Boom year for young penguin population

Penguin Rescue scientist Dr Hiltrun Ratz is thrilled with the number of juveniles moulting this...
Penguin Rescue scientist Dr Hiltrun Ratz is thrilled with the number of juveniles moulting this year at Moeraki. Photos: Hamish MacLean.
After four weeks of fasting, the yellow-eyed penguins, which barely move, are now svelte and...
After four weeks of fasting, the yellow-eyed penguins, which barely move, are now svelte and often surrounded by a pile of feathers.
A juvenile yellow-eyed penguin does not get its distinctive yellow marking until after its first...
A juvenile yellow-eyed penguin does not get its distinctive yellow marking until after its first moult. This bird does not yet have its yellow eyes.

Mainland New Zealand’s yellow-eyed penguin populations are in decline, but Moeraki’s Penguin Rescue has experienced a boom year, Hamish MacLean reports.

Penguin Rescue volunteers are "thrilled" with the success of juvenile yellow-eyed penguins at Moeraki this year.

At Moeraki Peninsula, 45 juvenile yellow-eyed penguins are going through their first moult.

The one-year-old penguins passed their first test after leaving the nest as a chick last summer — they had learned how to fish — and now presented the possibility of increased nest numbers in the area, Penguin Rescue scientist Dr Chris Lalas said.

"It’s booming, it’s great,’’ Dr Lalas said.

"It’s been a great survival rate.

"I can hypothesise [why it was a successful year] but there is no reason to — you just need ‘there are good years and bad years’. We’ve just had two really bad years in a row and now we’ve got a really, really good year. We’re not just talking about above average and below average, we’re talking about two years of [next to] zero and now a year that is just spectacular."

Two years ago, no juveniles returned to the colony. Last year, only four returned, only two of which began breeding this year. The two juveniles that had become breeding females had both been rehabilitated at Penguin Rescue.

Penguin Rescue manager Rosalie Goldsworthy said the successful year was not simply a result of "good luck", but was due to "plenty of fish" at sea, and a lot of hard work.

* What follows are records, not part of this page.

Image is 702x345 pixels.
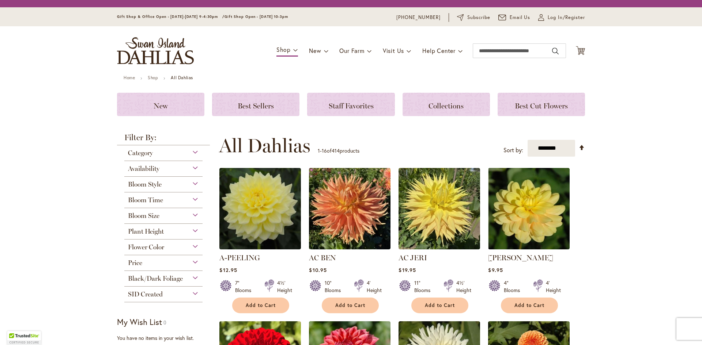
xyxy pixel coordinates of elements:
[398,267,415,274] span: $19.95
[428,102,463,110] span: Collections
[552,45,558,57] button: Search
[411,298,468,314] button: Add to Cart
[425,303,455,309] span: Add to Cart
[509,14,530,21] span: Email Us
[318,145,359,157] p: - of products
[497,93,585,116] a: Best Cut Flowers
[235,280,255,294] div: 7" Blooms
[219,135,310,157] span: All Dahlias
[219,267,237,274] span: $12.95
[402,93,490,116] a: Collections
[547,14,585,21] span: Log In/Register
[322,147,327,154] span: 16
[325,280,345,294] div: 10" Blooms
[501,298,558,314] button: Add to Cart
[367,280,382,294] div: 4' Height
[398,254,427,262] a: AC JERI
[309,168,390,250] img: AC BEN
[503,144,523,157] label: Sort by:
[171,75,193,80] strong: All Dahlias
[128,259,142,267] span: Price
[398,244,480,251] a: AC Jeri
[309,244,390,251] a: AC BEN
[128,196,163,204] span: Bloom Time
[128,243,164,251] span: Flower Color
[456,280,471,294] div: 4½' Height
[422,47,455,54] span: Help Center
[414,280,434,294] div: 11" Blooms
[309,267,326,274] span: $10.95
[117,317,162,327] strong: My Wish List
[128,228,164,236] span: Plant Height
[331,147,339,154] span: 414
[219,254,260,262] a: A-PEELING
[117,37,194,64] a: store logo
[396,14,440,21] a: [PHONE_NUMBER]
[498,14,530,21] a: Email Us
[309,47,321,54] span: New
[117,335,215,342] div: You have no items in your wish list.
[488,267,502,274] span: $9.95
[383,47,404,54] span: Visit Us
[276,46,291,53] span: Shop
[467,14,490,21] span: Subscribe
[318,147,320,154] span: 1
[398,168,480,250] img: AC Jeri
[128,165,159,173] span: Availability
[514,303,544,309] span: Add to Cart
[339,47,364,54] span: Our Farm
[128,181,162,189] span: Bloom Style
[277,280,292,294] div: 4½' Height
[538,14,585,21] a: Log In/Register
[246,303,276,309] span: Add to Cart
[335,303,365,309] span: Add to Cart
[488,254,553,262] a: [PERSON_NAME]
[212,93,299,116] a: Best Sellers
[546,280,561,294] div: 4' Height
[7,331,41,345] div: TrustedSite Certified
[219,168,301,250] img: A-Peeling
[219,244,301,251] a: A-Peeling
[309,254,336,262] a: AC BEN
[488,168,569,250] img: AHOY MATEY
[457,14,490,21] a: Subscribe
[117,134,210,145] strong: Filter By:
[117,14,224,19] span: Gift Shop & Office Open - [DATE]-[DATE] 9-4:30pm /
[117,93,204,116] a: New
[128,291,163,299] span: SID Created
[322,298,379,314] button: Add to Cart
[329,102,373,110] span: Staff Favorites
[238,102,274,110] span: Best Sellers
[515,102,568,110] span: Best Cut Flowers
[504,280,524,294] div: 4" Blooms
[232,298,289,314] button: Add to Cart
[224,14,288,19] span: Gift Shop Open - [DATE] 10-3pm
[307,93,394,116] a: Staff Favorites
[153,102,168,110] span: New
[124,75,135,80] a: Home
[128,212,159,220] span: Bloom Size
[128,275,183,283] span: Black/Dark Foliage
[128,149,153,157] span: Category
[488,244,569,251] a: AHOY MATEY
[148,75,158,80] a: Shop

"You’ve got to set the stage," Mrs Goldsworthy said "Because we don’t know when the good years will be."

The volunteers at Penguin Rescue conduct an intensive management programme at Moeraki including: penguin monitoring; rehabilitation; habitat management, including some planting; and included local "beach walkers", who report sick or injured birds on the beaches from from Kakanui to Karitane.

Penguin Rescue scientist Dr Hiltrun Ratz said a colony required an 85% survival rate of its birds for a population to remain stable — but historically females survived at lower rates than males. In 2015 the colony lost nine females, last year every female survived — and this year presented a real opportunity for the colony to grow.

At Moeraki a gender imbalance exists — males outnumber females two to one.

Both sexes could start breeding at 2 years old, but it was incredibly rare for male yellow-eyed penguins to do so, and about half the females would, Dr Ratz said.

"Having lost those nine females, they left widowers behind, they left ‘lonely males’ and the problem is there were no juveniles coming through. There were no juveniles around for those males. All of a sudden we had nine males around with no females.

"On top of all the other lonely males we had in the colony, that really threw the sex bias that we had in the population.

"It’s super exciting to have all these juveniles now — 45 of them — hanging around. We’re thinking if a quarter of those are juvenile females ready to breed, that’s 10 extra nests we’re getting.

"These juveniles are basically replacing those females we discovered we had lost two and a-half years ago."

Mrs Goldsworthy said the moult — now under way — was one of two crucial "windows" for the birds.

The four-week fast, during which the birds get their new feathers for the year, required the birds to have put on enough weight during the year to survive on land, barely moving and not feeding.

Dr Lalas’s "comprehensive diet studies", inspecting bones and stones the penguins "cast", or regurgitated, showed the birds were now eating small, under 30cm, blue cod, she said.

Chicks fledge late February or early March and then have about three weeks to fatten up before the moult. The birds are monitored to ensure they are maintaining a healthy weight — over 7kg — to survive the four-week moult.

Earlier in the year, Penguin Rescue similarly monitored chicks and at 70 days, if chicks were not 5kg, they would be separated from their parents.

The intervention not only allowed the chick to put on weight, as it was fed in rehabilitation, but also allowed the adult birds to focus on their own feeding and gain weight in preparation for the moult.

The juveniles at Moeraki were not all hatched in the area, Dr Ratz said.

Some of the birds were unmarked "so definitely not ours" and others were marked (banded or microchipped) indicating they had come from other areas.

"Our chicks, of course, will also go somewhere else and we get other colonies’ chicks. That’s not a straightforward relationship."